Ketamine Costs $1. Patients Pay $1,000.
Ketamine clinics sprouted across the United States with almost no rules. Between 500 and 750 now operate in the country, billing $600 to $1,000 per infusion for a treatment that costs clinics about $1, serving a market Grand View Research valued at $3.1 billion in 2022 and projects to reach $6.9 billion by 2030. The FDA approved an esketamine nasal spray in 2019 for treatment-resistant depression, but generic ketamine for mental health remains off-label — meaning clinics set their own dosing, monitoring, and follow-up standards. "Ketamine is the Wild West," as Dustin Robinson, a managing principal at the venture firm Iter Investments, put it to NPR. That is the market into which Massachusetts General Hospital is now introducing a structured clinical trial.
Researchers at MGH have received IRB approval for a study evaluating psychedelic coaching — provided by the nonprofit Fireside Project — as an add-on to routine ketamine treatment for depression. The trial, conducted at MGH's Ketamine Clinic for Depression, will test whether coaching improves feasibility and acceptability of hospital-based ketamine care. Coaching, in this context, means psychological support before and after infusion sessions: helping patients prepare for the dissociative experience and make sense of what arises during it. The intervention is optional and does not alter medication protocols or clinical decision-making.

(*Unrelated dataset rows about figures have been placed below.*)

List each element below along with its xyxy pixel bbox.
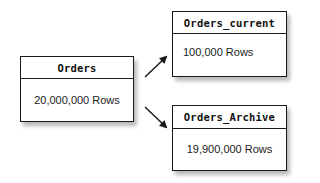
orders-row-count: 20,000,000 Rows (21, 79, 133, 120)
orders-table-box: Orders 20,000,000 Rows (20, 56, 134, 122)
orders-archive-table-box: Orders_Archive 19,900,000 Rows (172, 105, 287, 171)
orders-archive-table-name: Orders_Archive (173, 106, 286, 129)
orders-current-row-count: 100,000 Rows (173, 34, 286, 75)
orders-table-name: Orders (21, 57, 133, 79)
orders-current-table-name: Orders_current (173, 12, 286, 34)
orders-archive-row-count: 19,900,000 Rows (173, 129, 286, 169)
arrow-to-orders-archive (145, 107, 166, 127)
orders-current-table-box: Orders_current 100,000 Rows (172, 11, 287, 77)
arrow-to-orders-current (145, 57, 166, 77)
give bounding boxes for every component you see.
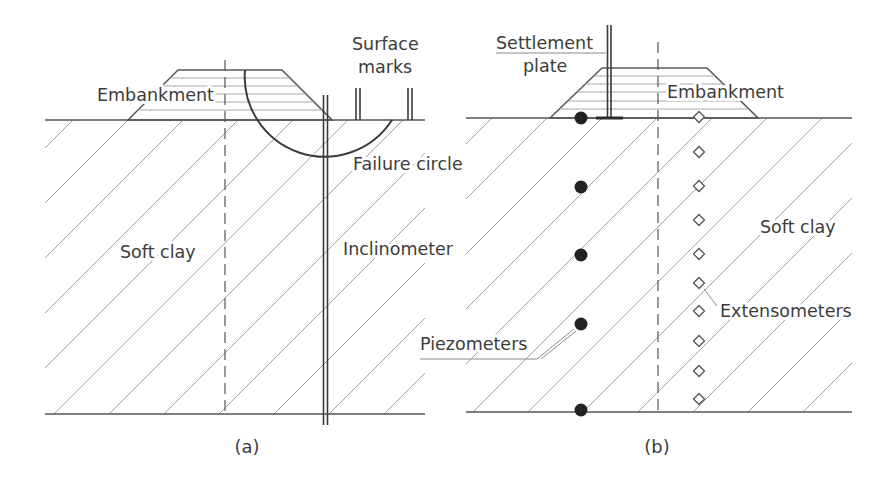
piezometers-label: Piezometers [420,334,527,354]
piezometer-icon [575,112,588,125]
settlement-plate-label-line2: plate [523,56,567,76]
panel-b: Settlement plate Embankment Soft clay Ex… [420,25,852,457]
caption-a: (a) [234,436,259,457]
caption-b: (b) [644,436,669,457]
extensometers-label: Extensometers [720,301,852,321]
soft-clay-hatch-b [466,118,852,412]
surface-mark [356,88,360,120]
piezometer-icon [575,181,588,194]
inclinometer-label: Inclinometer [343,239,454,259]
soft-clay-label-b: Soft clay [760,217,836,237]
piezometer-icon [575,318,588,331]
geotechnical-instrumentation-figure: Embankment Surface marks Failure circle … [0,0,896,482]
embankment-label-a: Embankment [97,85,214,105]
piezometer-icon [575,404,588,417]
surface-marks-label-line2: marks [358,57,412,77]
settlement-plate-label-line1: Settlement [496,33,593,53]
soft-clay-label-a: Soft clay [120,242,196,262]
embankment-label-b: Embankment [667,82,784,102]
piezometer-icon [575,249,588,262]
panel-a: Embankment Surface marks Failure circle … [45,34,463,457]
failure-circle-label: Failure circle [353,154,463,174]
surface-marks-label-line1: Surface [352,34,419,54]
surface-mark [408,88,412,120]
surface-marks [356,88,412,120]
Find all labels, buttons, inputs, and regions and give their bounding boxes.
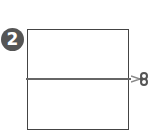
cut-line (26, 78, 131, 80)
scissors-icon (131, 72, 149, 86)
step-number-badge: 2 (1, 28, 24, 51)
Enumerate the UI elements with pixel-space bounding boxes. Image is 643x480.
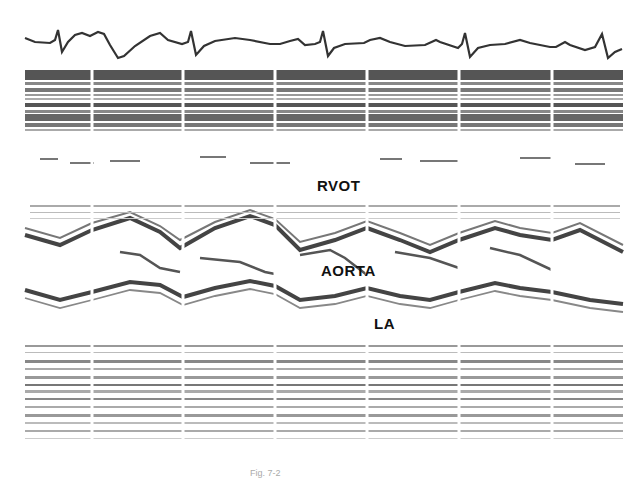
mmode-graphic bbox=[0, 0, 643, 480]
timing-marks bbox=[92, 65, 552, 445]
horizontal-bands bbox=[25, 70, 623, 131]
ecg-trace bbox=[25, 30, 622, 58]
lower-bands bbox=[25, 345, 623, 439]
label-la: LA bbox=[374, 315, 395, 332]
posterior-aortic-wall bbox=[25, 281, 623, 304]
label-rvot: RVOT bbox=[317, 177, 360, 194]
anterior-aortic-wall bbox=[25, 216, 623, 252]
figure-caption: Fig. 7-2 bbox=[250, 468, 281, 478]
label-aorta: AORTA bbox=[321, 262, 376, 279]
echocardiogram-figure: RVOT AORTA LA Fig. 7-2 bbox=[0, 0, 643, 480]
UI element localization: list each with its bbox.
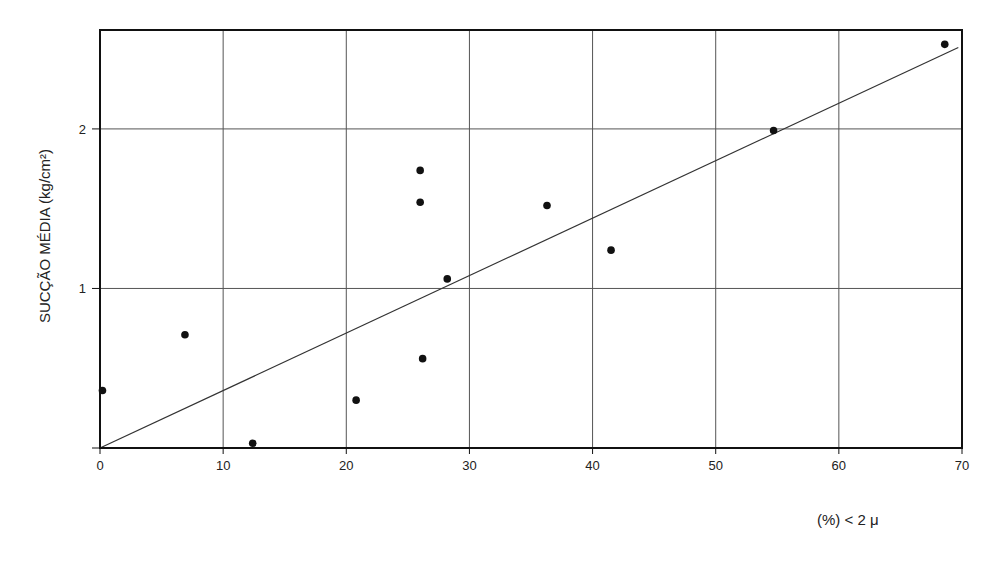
y-tick-label: 1 — [79, 281, 86, 296]
scatter-chart: 010203040506070 12 SUCÇÃO MÉDIA (kg/cm²)… — [0, 0, 998, 564]
data-point — [770, 127, 778, 135]
x-tick-label: 60 — [832, 458, 846, 473]
x-axis-title: (%) < 2 μ — [817, 511, 879, 528]
data-point — [419, 355, 427, 363]
x-tick-label: 40 — [585, 458, 599, 473]
y-tick-label: 2 — [79, 122, 86, 137]
y-axis-ticks: 12 — [79, 122, 100, 448]
x-tick-label: 20 — [339, 458, 353, 473]
data-points — [99, 41, 949, 447]
x-tick-label: 70 — [955, 458, 969, 473]
data-point — [181, 331, 189, 339]
data-point — [443, 275, 451, 283]
x-axis-ticks: 010203040506070 — [96, 448, 969, 473]
x-tick-label: 0 — [96, 458, 103, 473]
grid-lines — [100, 30, 962, 448]
x-tick-label: 30 — [462, 458, 476, 473]
data-point — [941, 41, 949, 49]
data-point — [416, 199, 424, 207]
data-point — [249, 439, 257, 447]
data-point — [416, 167, 424, 175]
regression-line — [100, 48, 958, 448]
data-point — [543, 202, 551, 210]
y-axis-title: SUCÇÃO MÉDIA (kg/cm²) — [36, 149, 53, 323]
plot-frame — [100, 30, 962, 448]
data-point — [607, 246, 615, 254]
x-tick-label: 10 — [216, 458, 230, 473]
data-point — [352, 396, 360, 404]
x-tick-label: 50 — [708, 458, 722, 473]
trend-line — [100, 48, 958, 448]
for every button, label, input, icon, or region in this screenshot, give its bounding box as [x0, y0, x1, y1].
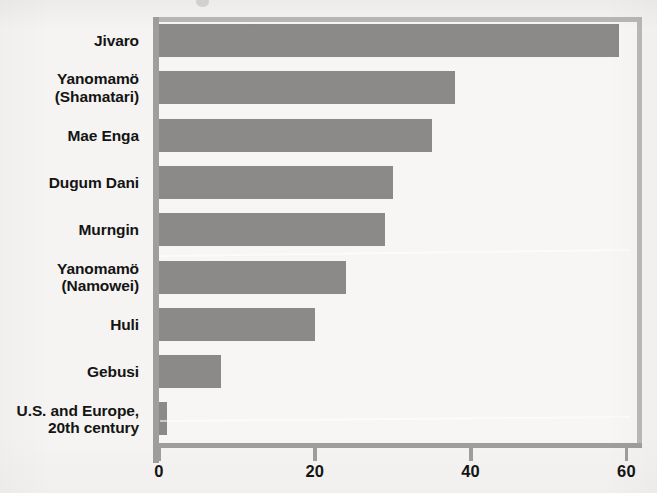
y-axis-label: Murngin [0, 221, 139, 239]
chart-page: JivaroYanomamö(Shamatari)Mae EngaDugum D… [0, 0, 657, 493]
y-axis-label: Yanomamö(Shamatari) [0, 70, 139, 105]
bar-row [159, 254, 642, 301]
y-axis-label-line: Murngin [0, 221, 139, 239]
y-axis-label: Yanomamö(Namowei) [0, 260, 139, 295]
y-axis-label-line: Yanomamö [0, 260, 139, 278]
bar [159, 166, 393, 199]
bar [159, 355, 221, 388]
y-axis-label: Mae Enga [0, 127, 139, 145]
y-axis-label-line: 20th century [0, 419, 139, 437]
y-axis-label-line: Mae Enga [0, 127, 139, 145]
bar [159, 308, 315, 341]
bar-row [159, 348, 642, 395]
x-axis-tick [625, 448, 629, 461]
x-axis-tick-label: 40 [441, 462, 501, 481]
y-axis-category-labels: JivaroYanomamö(Shamatari)Mae EngaDugum D… [0, 17, 148, 443]
y-axis-label-line: (Shamatari) [0, 88, 139, 106]
y-axis-label-line: Yanomamö [0, 70, 139, 88]
y-axis-label-line: Gebusi [0, 363, 139, 381]
bar-row [159, 301, 642, 348]
x-axis-tick [313, 448, 317, 461]
bar-series [159, 17, 642, 443]
bar-row [159, 395, 642, 442]
y-axis-label: Huli [0, 316, 139, 334]
bar-row [159, 17, 642, 64]
x-axis-tick-label: 20 [285, 462, 345, 481]
bar [159, 402, 167, 435]
y-axis-label-line: U.S. and Europe, [0, 402, 139, 420]
bar [159, 261, 346, 294]
scan-blot [196, 0, 209, 7]
x-axis-tick-label: 60 [596, 462, 656, 481]
y-axis-label: Gebusi [0, 363, 139, 381]
bar [159, 24, 619, 57]
bar-row [159, 159, 642, 206]
y-axis-label: U.S. and Europe,20th century [0, 402, 139, 437]
bar-row [159, 64, 642, 111]
y-axis-label: Jivaro [0, 32, 139, 50]
x-axis-line [153, 443, 642, 448]
y-axis-label: Dugum Dani [0, 174, 139, 192]
y-axis-label-line: Dugum Dani [0, 174, 139, 192]
x-axis-tick-label: 0 [129, 462, 189, 481]
x-axis-tick [469, 448, 473, 461]
y-axis-label-line: Jivaro [0, 32, 139, 50]
x-axis-tick [158, 448, 162, 461]
bar [159, 213, 385, 246]
y-axis-label-line: (Namowei) [0, 277, 139, 295]
bar [159, 71, 455, 104]
bar [159, 119, 432, 152]
bar-row [159, 112, 642, 159]
y-axis-label-line: Huli [0, 316, 139, 334]
bar-row [159, 206, 642, 253]
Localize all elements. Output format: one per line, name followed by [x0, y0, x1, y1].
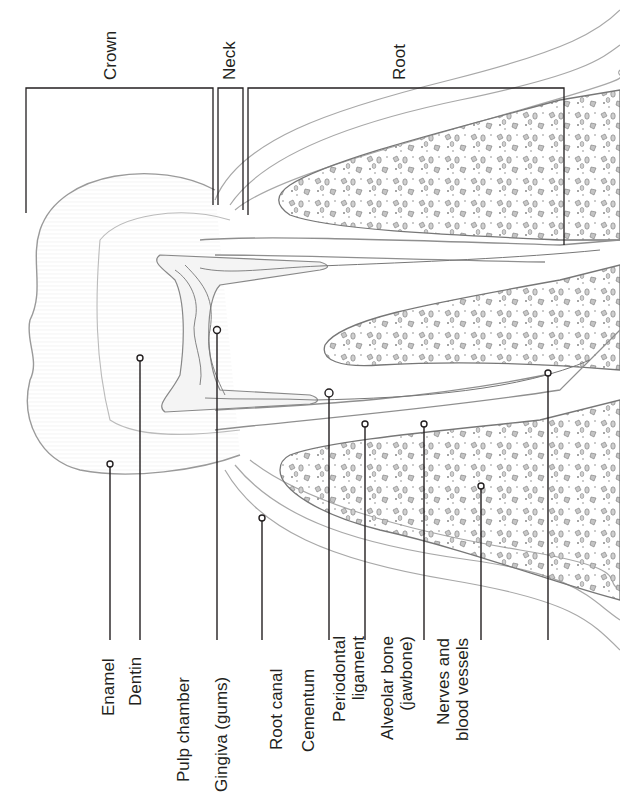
label-pulp-chamber: Pulp chamber [174, 677, 193, 782]
label-alveolar-bone: Alveolar bone (jawbone) [378, 636, 416, 778]
label-alveolar-bone-line2: (jawbone) [397, 636, 416, 778]
alveolar-bone-lower [280, 400, 620, 600]
label-gingiva: Gingiva (gums) [212, 677, 231, 792]
label-nerves-vessels-line2: blood vessels [453, 638, 472, 778]
label-root-canal: Root canal [267, 669, 286, 750]
region-label-crown: Crown [101, 31, 120, 80]
label-nerves-vessels-line1: Nerves and [434, 638, 453, 778]
region-label-root: Root [390, 44, 409, 80]
alveolar-bone-upper [279, 90, 620, 240]
label-dentin: Dentin [126, 657, 145, 706]
label-periodontal-ligament: Periodontal ligament [330, 636, 368, 756]
label-nerves-vessels: Nerves and blood vessels [434, 638, 472, 778]
label-alveolar-bone-line1: Alveolar bone [378, 636, 397, 778]
label-periodontal-ligament-line1: Periodontal [330, 636, 349, 756]
region-label-neck: Neck [220, 41, 239, 80]
label-enamel: Enamel [99, 658, 118, 716]
alveolar-bone-middle [324, 265, 620, 370]
label-periodontal-ligament-line2: ligament [349, 636, 368, 756]
label-cementum: Cementum [299, 669, 318, 752]
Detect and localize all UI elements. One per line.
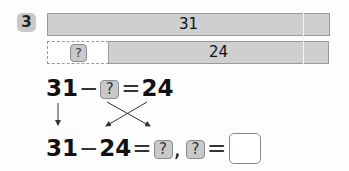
equals-sign: =	[132, 135, 151, 161]
eq2-unknown-badge-2: ?	[186, 140, 205, 159]
equals-sign: =	[207, 135, 226, 161]
eq2-middle: 24	[99, 135, 131, 161]
eq2-unknown-badge: ?	[154, 140, 173, 159]
answer-input-box[interactable]	[229, 133, 261, 164]
equation-2: 31−24=?,?=	[46, 133, 261, 164]
comma-separator: ,	[174, 135, 181, 161]
minus-sign: −	[79, 135, 98, 161]
eq2-left: 31	[46, 135, 78, 161]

"Many patients receiving ketamine treatment for depression report meaningful and sometimes challenging subjective experiences," said Dr. Maren Nyer, a psychologist at MGH's Depression Clinical and Research Program and co-principal investigator on the trial. "This IRB-approved study allows us to evaluate whether offering structured psychedelic coaching as part of standard hospital-based ketamine care is feasible, acceptable, and responsive to patient needs."
Dr. Franklin King, a psychiatrist at MGH's Center for the Neuroscience of Psychedelics and the trial's other co-principal investigator, was measured: "Ketamine has expanded treatment options for individuals with depression who have not benefited from conventional antidepressants. Understanding how adjunctive support may complement this care is an important next step."
The study builds on a prior survey conducted at the same clinic assessing patient perspectives on preparation and integration support. Findings from that survey, still under analysis, will inform the trial's design. Results will be used in grant applications and to shape larger clinical trials.
Fireside Project, founded in 2020, has handled over 33,000 callers through its Psychedelic Support Line and launched a telehealth coaching certification program in 2024. Its coaches complete a 30-step, 300-hour training process. The organization is providing the coaching service for the MGH trial; data collection falls under IRB oversight with HIPAA-compliant systems.
The underlying question the trial is really asking is whether the subjective experience matters. Ketamine can lift severe depression within hours, according to a 2024 meta-analysis in Translational Psychiatry that found a significant reduction in suicidal ideation within the first day after treatment across 14 studies and 1,380 participants. That rapid effect has driven the clinic boom. But the drug also produces dissociative, sometimes hallucinogenic experiences at the doses used for depression — and clinicians are divided on whether those experiences are therapeutic noise or part of the mechanism.
Some patients describe the trip as essential. Others get the infusion, feel relief, and leave. The MGH trial is designed to start distinguishing between those two possibilities. If coaching moves outcomes — not just patient satisfaction, but actual symptom reduction — it would reframe ketamine from a pharmacological intervention into something closer to assisted therapy. That distinction has real stakes for how the field develops, how insurers think about coverage, and what a startup is actually building when it raises money for a ketamine clinic.
The trial is small. It will enroll a limited number of patients at one hospital. It is a feasibility and acceptability study, not a definitive efficacy trial. But it is happening at one of the most respected psychiatric research centers in the world, with structured coaching from an organization that has fielded 33,000 support calls — and that matters for credibility. Whether it changes practice depends on what comes after.
Sources:
NPR reported on the proliferation of ketamine clinics and the absence of federal standards, including industry market sizing and Dustin Robinson's characterization of the space.
MGH and Fireside Project announced the clinical trial through PRWeb, including statements from Dr. Maren Nyer, Dr. Franklin King, Jacob Ham, and Joshua White.
A 2024 meta-analysis in Translational Psychiatry found ketamine significantly reduces suicidal ideation within the first day of treatment, across 14 studies and 1,380 participants.
Fireside Project's coaching model and operational scale are described on its website, including the 30-step, 300-hour certification process and 33,000-caller milestone.
Fortune Well reported on FDA approval of esketamine nasal spray in early 2019 for treatment-resistant depression.